If so, we’ll reap the whirlwind. If we find the consequences of mitigating climate change so daunting, what’s it going to be like adapting to it? Our already dry continent will become drier. It’s likely some of our agriculture will be wiped out, with much of the rest having to move north.

It could be that much of the population has to move from the south-eastern corner of the continent. You think we’ve got a problem with boat people? Can you imagine how many there’ll be if the Pacific islands and half of Bangladesh are under water?

But he’s not done yet:

It’s how these four disparate forces could fit together that worries me. Analysis is one thing, synthesis quite another. The possibility of our indulged and indulgent electorate successfully navigating all these cross-currents I find remote.

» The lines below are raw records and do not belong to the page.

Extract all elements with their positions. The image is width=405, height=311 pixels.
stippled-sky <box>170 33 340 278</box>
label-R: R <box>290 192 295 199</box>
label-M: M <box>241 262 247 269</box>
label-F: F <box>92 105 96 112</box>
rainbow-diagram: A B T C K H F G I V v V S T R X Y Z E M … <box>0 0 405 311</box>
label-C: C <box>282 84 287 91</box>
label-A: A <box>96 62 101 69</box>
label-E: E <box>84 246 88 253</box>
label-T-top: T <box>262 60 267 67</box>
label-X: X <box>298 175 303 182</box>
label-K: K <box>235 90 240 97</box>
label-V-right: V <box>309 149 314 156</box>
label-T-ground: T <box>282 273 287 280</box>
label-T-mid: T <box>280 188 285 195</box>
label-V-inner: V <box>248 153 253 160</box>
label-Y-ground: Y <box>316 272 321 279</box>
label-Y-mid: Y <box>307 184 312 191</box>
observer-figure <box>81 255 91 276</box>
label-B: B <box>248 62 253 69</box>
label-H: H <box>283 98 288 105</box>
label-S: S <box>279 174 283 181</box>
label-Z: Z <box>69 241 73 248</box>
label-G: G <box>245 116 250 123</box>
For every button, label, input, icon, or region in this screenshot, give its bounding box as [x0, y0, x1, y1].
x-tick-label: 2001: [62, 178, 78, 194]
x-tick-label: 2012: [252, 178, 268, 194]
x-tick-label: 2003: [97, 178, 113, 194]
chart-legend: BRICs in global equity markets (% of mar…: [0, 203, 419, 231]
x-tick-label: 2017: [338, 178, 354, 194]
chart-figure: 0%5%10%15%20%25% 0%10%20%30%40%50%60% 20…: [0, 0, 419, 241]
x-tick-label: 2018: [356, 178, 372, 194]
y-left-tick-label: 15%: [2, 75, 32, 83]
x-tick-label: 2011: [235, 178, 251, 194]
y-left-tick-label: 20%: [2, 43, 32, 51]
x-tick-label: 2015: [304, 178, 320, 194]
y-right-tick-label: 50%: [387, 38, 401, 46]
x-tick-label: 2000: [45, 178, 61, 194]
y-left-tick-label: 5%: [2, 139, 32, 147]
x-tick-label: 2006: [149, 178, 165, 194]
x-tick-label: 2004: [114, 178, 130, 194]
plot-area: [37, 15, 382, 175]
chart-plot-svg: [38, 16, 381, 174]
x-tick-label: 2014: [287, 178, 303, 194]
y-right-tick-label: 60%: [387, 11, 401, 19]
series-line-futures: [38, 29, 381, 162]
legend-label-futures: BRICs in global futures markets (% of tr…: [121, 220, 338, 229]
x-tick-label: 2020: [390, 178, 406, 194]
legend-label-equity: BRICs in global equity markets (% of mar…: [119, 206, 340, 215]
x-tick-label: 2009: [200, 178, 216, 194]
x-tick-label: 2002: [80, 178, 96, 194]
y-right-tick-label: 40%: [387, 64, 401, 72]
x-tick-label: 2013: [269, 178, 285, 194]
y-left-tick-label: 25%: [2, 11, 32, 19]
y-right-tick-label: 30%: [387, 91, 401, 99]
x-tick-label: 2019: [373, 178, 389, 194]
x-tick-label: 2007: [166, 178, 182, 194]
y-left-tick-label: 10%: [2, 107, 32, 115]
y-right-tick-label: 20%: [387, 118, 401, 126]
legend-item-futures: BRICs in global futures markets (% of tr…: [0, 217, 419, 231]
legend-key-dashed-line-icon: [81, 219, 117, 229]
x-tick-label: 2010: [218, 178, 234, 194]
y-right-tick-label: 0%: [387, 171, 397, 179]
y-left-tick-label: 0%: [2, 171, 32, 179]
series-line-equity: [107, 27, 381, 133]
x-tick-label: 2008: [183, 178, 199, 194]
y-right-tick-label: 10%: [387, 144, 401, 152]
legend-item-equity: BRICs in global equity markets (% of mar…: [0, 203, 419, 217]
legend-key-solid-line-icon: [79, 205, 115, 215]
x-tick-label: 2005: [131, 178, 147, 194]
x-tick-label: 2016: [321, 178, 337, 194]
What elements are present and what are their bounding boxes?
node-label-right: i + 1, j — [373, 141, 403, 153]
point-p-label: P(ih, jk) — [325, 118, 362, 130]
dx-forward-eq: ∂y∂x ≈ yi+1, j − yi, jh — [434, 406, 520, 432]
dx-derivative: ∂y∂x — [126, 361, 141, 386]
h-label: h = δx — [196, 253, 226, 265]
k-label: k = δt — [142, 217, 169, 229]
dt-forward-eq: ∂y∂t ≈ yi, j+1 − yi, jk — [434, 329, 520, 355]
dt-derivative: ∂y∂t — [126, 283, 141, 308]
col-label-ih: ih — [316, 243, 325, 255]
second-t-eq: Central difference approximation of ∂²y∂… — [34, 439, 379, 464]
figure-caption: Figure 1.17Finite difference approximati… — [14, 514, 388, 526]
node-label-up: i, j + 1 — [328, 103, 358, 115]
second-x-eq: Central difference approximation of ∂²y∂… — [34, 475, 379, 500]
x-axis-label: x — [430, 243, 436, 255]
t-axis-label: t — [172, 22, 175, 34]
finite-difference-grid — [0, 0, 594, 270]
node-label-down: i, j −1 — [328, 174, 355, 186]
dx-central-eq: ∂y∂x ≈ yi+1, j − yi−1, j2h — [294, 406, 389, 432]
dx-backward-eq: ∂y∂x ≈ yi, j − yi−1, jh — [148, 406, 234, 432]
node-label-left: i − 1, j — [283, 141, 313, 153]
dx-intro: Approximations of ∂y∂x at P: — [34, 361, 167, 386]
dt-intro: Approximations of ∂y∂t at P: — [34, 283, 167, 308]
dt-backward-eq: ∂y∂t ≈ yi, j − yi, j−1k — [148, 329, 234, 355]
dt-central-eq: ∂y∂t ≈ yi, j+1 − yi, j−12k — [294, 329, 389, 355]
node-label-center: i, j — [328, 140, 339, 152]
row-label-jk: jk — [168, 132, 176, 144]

Which brings us back to where we started: we are now paying the price for an era of extreme political populism is which every voter whim has been pandered to, and in which people expect every policy solution to be cost free to them. Rampant denialism, in other words, is just one more symptom of a deeper political disease. The old public sphere and its redoubts in science, expert opinion and rigorous reporting, has fractured, with some gains (it was rather paternalistic and white and blokey, chums), but at what cost considering that what remains has been handed over to and is dominated by a conservative movement far more powerful and less democratic than its (lefty) critics ever anticipated was possible?

No wonder we can’t move forward on climate change.


'What's the Matter With Cultural Studies?'

October 26, 2009

I’ve always enjoyed Michael Bérubé’s criticism, and his take on the fate of cultural studies versus the failures of the left, in a recent Chronicle of Higher Education is well worth reading:

. . . has cultural studies transformed the disciplines of the human sciences? Has cultural studies changed the means of transmission of knowledge? Has cultural studies made the American university a more egalitarian or progressive institution? Those seem to me to be useful questions to ask, and one useful way of answering them is to say, sadly, no. Cultural studies hasn’t had much of an impact at all. Read the rest of this entry »


Unclean coal and the democratic race to the bottom

October 13, 2009

It’s no news that the Rudd government’s ETS is probably the policy failure of the decade. But that hasn’t stopped to coal lobby from pulling out all stops to see how low they can go. Here’s their lobbying site and the ads they’re running in key marginals. And apparently it’s working. According to Get Up, a few waverers in government circles are being impressed by the latest lobbying efforts, even if, obviously, all the talk about ‘clean coal’ is total bunk.

GetUp are running a fund-raiser to get a counter-ad shown. It’s excellent.

And Hungry Beast (disclaimer: I was involved in the backgrounding for the show) have also done a pretty good take on things as well:

But perhaps pollies are right to be backing away from the ETS. After all, according to a Lowy Institute poll released today, as reported in the Oz, the public appear to be losing interest in the issue:

In 2007, tackling climate change was perceived as the joint top foreign policy goal, together with protecting the jobs of Australian workers.

In 2007, 75 per cent of those surveyed said climate change was a very important issue. Last year, this fell to 66 per cent, and this year to 56 per cent.

Global warming was viewed as “a critical threat” by 68 per cent in 2007, 66 per cent last year and 52 per cent this year.

Admittedly the sample was only 1003. But the government has done its best to run dead on the issue and kill any real expectations of change, and the rear-guard action from denialists has been strong, especially those arguments that counterpose action on warming against job losses and energy price increases – both issues bound to make any marginal seat holder nervous. And other immediately pressing issues like the GFC have also raised fears about job security for many.

The public and pollies seem to be caught in a mutually reinforcing downwards spiral. Pollies won’t act because the public doesn’t care. No-one in power is showing real leadership, so the public have switched off. 

Global warming? Oh that was so 2007.